• [YOUR INSTRUCTIONS]:
All lines at or after the one containing "The height and width of the screenshot is (1022, 1817).", up to the last line of the material, must be repeated exactly, and no others.

┏━━

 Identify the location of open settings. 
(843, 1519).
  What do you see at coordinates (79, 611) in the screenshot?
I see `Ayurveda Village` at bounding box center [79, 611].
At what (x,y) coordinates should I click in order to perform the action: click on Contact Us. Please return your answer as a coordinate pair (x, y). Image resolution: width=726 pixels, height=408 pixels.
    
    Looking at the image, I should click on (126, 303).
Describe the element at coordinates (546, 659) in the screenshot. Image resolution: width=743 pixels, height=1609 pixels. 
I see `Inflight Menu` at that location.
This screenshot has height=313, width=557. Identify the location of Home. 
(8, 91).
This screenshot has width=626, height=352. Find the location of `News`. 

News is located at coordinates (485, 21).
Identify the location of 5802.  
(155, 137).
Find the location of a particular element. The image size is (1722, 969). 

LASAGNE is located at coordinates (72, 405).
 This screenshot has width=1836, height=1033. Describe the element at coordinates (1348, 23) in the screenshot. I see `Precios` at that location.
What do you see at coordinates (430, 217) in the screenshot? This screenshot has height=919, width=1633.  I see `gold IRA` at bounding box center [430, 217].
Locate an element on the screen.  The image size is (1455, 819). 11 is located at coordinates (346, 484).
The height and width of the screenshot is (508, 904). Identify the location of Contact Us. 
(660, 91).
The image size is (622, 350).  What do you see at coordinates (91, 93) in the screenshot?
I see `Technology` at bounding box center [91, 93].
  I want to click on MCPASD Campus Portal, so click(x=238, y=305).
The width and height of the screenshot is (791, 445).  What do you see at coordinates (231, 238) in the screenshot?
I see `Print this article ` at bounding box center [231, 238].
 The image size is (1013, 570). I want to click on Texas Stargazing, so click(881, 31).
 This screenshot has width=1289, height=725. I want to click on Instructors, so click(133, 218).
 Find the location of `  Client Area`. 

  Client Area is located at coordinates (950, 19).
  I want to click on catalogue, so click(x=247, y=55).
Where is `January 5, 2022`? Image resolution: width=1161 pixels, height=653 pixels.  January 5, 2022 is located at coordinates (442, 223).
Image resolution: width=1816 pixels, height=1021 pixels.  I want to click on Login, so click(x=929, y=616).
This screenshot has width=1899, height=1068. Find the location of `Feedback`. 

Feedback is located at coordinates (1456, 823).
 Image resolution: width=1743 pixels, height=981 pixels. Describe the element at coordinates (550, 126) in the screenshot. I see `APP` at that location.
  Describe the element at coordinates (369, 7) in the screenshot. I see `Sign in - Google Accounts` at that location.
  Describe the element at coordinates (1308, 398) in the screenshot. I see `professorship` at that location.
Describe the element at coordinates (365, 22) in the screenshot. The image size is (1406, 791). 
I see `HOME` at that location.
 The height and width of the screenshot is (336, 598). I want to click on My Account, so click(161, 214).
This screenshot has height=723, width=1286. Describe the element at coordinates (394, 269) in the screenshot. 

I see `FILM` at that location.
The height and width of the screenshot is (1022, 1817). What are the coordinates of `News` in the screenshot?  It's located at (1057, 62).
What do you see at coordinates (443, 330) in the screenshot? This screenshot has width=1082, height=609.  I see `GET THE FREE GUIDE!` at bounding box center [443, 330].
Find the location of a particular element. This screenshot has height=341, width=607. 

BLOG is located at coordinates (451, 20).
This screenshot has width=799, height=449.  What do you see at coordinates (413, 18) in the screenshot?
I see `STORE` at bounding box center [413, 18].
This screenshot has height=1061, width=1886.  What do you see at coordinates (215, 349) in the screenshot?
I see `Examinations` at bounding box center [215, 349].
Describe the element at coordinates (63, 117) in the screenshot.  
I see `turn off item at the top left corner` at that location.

┗━━

• [RESULT FOR THIS TASK]:
The height and width of the screenshot is (1022, 1817). What are the coordinates of `News` in the screenshot?  It's located at (1057, 62).
What do you see at coordinates (443, 330) in the screenshot? This screenshot has width=1082, height=609.  I see `GET THE FREE GUIDE!` at bounding box center [443, 330].
Find the location of a particular element. This screenshot has height=341, width=607. 

BLOG is located at coordinates (451, 20).
This screenshot has width=799, height=449.  What do you see at coordinates (413, 18) in the screenshot?
I see `STORE` at bounding box center [413, 18].
This screenshot has height=1061, width=1886.  What do you see at coordinates (215, 349) in the screenshot?
I see `Examinations` at bounding box center [215, 349].
Describe the element at coordinates (63, 117) in the screenshot.  
I see `turn off item at the top left corner` at that location.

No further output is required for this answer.